TOPEKA, Kan. – Washburn University will likely start fall 2021 with regular, in-person classes in a return to ‘normal,’ after the Shawnee County Health Department updated its vaccine plan to include university faculty and staff, officials announced Friday afternoon.
Washburn personnel will be included as part of the health department’s Phase 2B. Other Shawnee County K-12 educators are also in that group and have mostly received their vaccines, but under the state’s vaccination plan, general higher education staff had been excluded.
“We welcome this news as we prepare to provide a more traditional environment for our students this fall,” said Washburn President Jerry Farley. “We have been able to deliver classes in-person through the spring, but this additional level of protection should allow us to return fully to our traditional campus model.”
For several weeks, higher education administrators and advocates across the state had lobbied the state health department to include higher education in the state’s vaccine plan, citing the urgent need to return students to in-person classes like their K-12 counterparts.

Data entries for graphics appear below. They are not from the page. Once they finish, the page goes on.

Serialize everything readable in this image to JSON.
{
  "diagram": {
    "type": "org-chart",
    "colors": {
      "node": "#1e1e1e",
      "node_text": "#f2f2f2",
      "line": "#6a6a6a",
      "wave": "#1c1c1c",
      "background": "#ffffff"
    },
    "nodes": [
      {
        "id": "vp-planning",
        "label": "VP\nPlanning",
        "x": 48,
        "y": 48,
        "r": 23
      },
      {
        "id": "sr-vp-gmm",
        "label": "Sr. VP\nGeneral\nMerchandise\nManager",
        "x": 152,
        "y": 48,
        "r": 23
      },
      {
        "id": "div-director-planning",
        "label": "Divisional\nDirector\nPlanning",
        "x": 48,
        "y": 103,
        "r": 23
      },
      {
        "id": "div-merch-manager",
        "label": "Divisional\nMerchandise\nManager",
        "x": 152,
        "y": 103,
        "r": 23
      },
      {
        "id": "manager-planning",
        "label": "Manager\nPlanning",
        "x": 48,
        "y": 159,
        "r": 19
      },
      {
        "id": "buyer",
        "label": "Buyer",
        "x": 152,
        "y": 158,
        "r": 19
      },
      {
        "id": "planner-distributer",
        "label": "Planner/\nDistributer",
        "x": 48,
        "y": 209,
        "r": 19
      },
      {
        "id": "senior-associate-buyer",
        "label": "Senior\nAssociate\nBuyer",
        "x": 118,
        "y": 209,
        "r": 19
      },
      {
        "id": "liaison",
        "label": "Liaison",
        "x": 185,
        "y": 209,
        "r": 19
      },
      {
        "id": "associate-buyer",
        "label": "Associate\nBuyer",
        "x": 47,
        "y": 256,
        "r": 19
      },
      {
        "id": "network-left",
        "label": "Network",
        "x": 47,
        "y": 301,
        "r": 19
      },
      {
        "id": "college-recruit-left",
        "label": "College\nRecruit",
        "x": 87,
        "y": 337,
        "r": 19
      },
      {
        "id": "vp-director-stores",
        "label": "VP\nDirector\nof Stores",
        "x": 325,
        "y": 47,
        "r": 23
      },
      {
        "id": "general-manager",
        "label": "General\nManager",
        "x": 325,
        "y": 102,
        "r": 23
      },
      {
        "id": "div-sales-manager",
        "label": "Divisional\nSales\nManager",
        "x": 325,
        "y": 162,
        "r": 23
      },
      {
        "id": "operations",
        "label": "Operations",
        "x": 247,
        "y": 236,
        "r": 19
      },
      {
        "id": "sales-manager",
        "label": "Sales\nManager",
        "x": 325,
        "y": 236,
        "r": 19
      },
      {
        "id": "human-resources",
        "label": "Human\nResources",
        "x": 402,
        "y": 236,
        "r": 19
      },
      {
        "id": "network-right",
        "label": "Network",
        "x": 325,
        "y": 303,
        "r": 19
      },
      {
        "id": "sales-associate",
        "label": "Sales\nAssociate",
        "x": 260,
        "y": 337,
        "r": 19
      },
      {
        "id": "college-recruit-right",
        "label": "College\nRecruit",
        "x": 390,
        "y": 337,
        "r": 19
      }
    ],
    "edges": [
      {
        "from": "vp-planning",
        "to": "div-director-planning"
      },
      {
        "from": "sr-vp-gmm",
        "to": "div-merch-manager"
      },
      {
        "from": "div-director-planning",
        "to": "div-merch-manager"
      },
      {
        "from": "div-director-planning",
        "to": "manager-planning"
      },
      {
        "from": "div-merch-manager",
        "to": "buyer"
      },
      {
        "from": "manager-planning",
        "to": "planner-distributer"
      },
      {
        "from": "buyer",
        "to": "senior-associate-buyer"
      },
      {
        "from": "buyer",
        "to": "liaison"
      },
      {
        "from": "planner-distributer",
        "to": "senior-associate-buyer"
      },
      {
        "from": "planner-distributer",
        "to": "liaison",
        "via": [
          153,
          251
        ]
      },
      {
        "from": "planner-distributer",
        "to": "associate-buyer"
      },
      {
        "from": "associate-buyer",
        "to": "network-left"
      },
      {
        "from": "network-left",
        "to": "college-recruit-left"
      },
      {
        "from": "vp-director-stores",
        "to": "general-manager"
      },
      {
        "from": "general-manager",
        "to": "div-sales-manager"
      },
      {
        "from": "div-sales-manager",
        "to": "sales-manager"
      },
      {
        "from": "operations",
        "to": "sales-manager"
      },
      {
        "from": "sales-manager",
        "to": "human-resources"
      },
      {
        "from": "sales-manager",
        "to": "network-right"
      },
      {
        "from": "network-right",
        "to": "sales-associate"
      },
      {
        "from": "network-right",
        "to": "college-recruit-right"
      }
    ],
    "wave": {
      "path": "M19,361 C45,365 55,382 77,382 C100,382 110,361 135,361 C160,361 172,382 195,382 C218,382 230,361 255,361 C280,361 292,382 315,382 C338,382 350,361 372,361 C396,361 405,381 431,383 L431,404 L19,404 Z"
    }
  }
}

The state in late February had clarified that some higher education personnel, if working in critical, necessarily in-person jobs, could receive the vaccine. Health officials stopped short of a blanket plan for higher education, however.
It wasn’t immediately clear what prompted the change in vaccination policy, but vaccine distribution has ramped up in recent weeks, and COVID-19 transmission rates and hospitalizations have likewise fallen dramatically. Earlier in the week, Johnson and Johnson received approval for its one-shot, relatively more temperature-resistant vaccine, and a partnership brokered by President Joe Biden with Merck means vaccine supply rates should only increase in the coming weeks.
Students will not yet be included in the vaccination efforts, but Biden vowed to vaccinate every American adult by the end of May.
“We continue to encourage everyone on campus to get vaccinated just as soon as it is available to them,” Farley said. “The vaccine is completely voluntary, but we are encouraging it for all faculty and staff who are physically able to take it.
“In the meantime, we continue to get ready for the fall,” he added, “and we will continue to require face masks on campus and are maintaining social distancing as indicated by the CDC and the Shawnee County Department of Health.”